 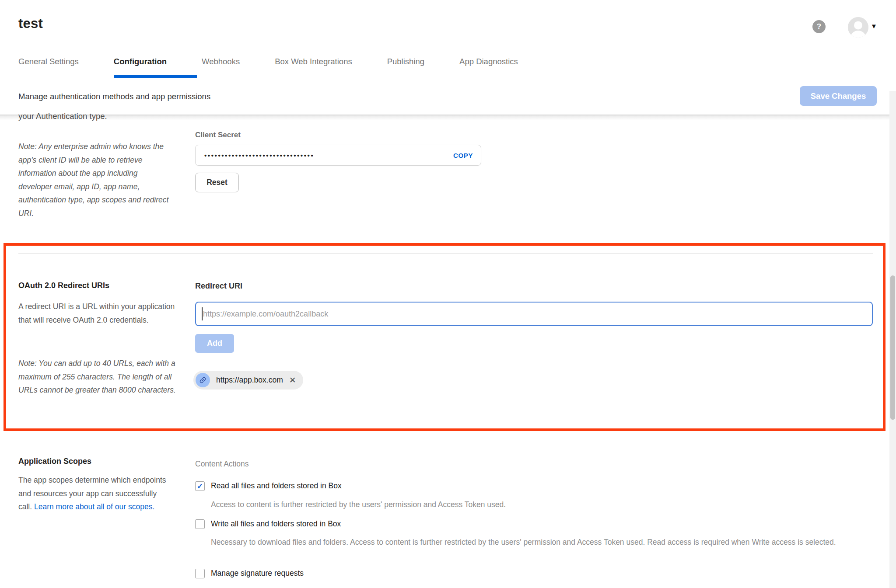 I want to click on page-title: test, so click(x=31, y=24).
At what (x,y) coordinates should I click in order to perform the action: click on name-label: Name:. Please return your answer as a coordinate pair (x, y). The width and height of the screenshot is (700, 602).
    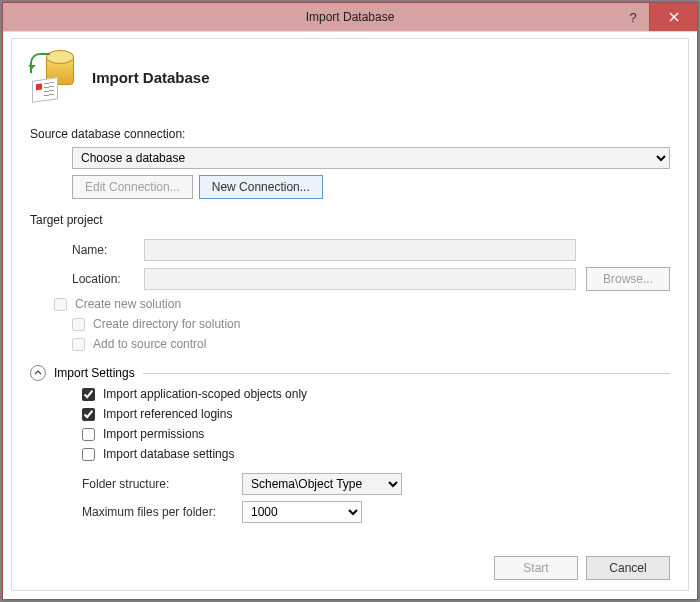
    Looking at the image, I should click on (103, 250).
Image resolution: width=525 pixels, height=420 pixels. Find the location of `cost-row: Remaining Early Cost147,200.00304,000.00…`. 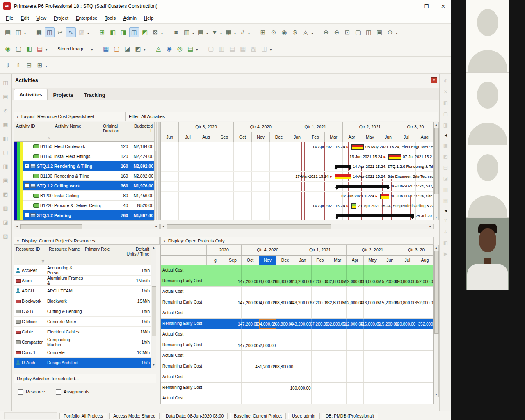

cost-row: Remaining Early Cost147,200.00304,000.00… is located at coordinates (297, 324).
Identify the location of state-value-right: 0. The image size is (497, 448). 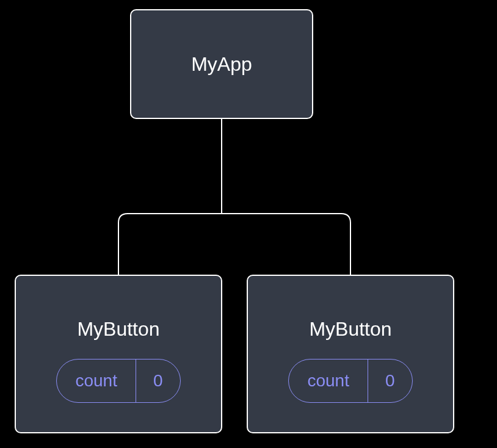
(390, 381).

┄┄┄┄┄┄┄┄┄┄┄┄┄┄┄┄┄┄┄┄

Task instructions ::
Exactly as written, reproduce the lines from the one containing "Identify the location" through the last line of the entries above, and leave every picture out.

Written answer ::
Identify the location of state-value-right: 0. The image size is (497, 448). 
(390, 381).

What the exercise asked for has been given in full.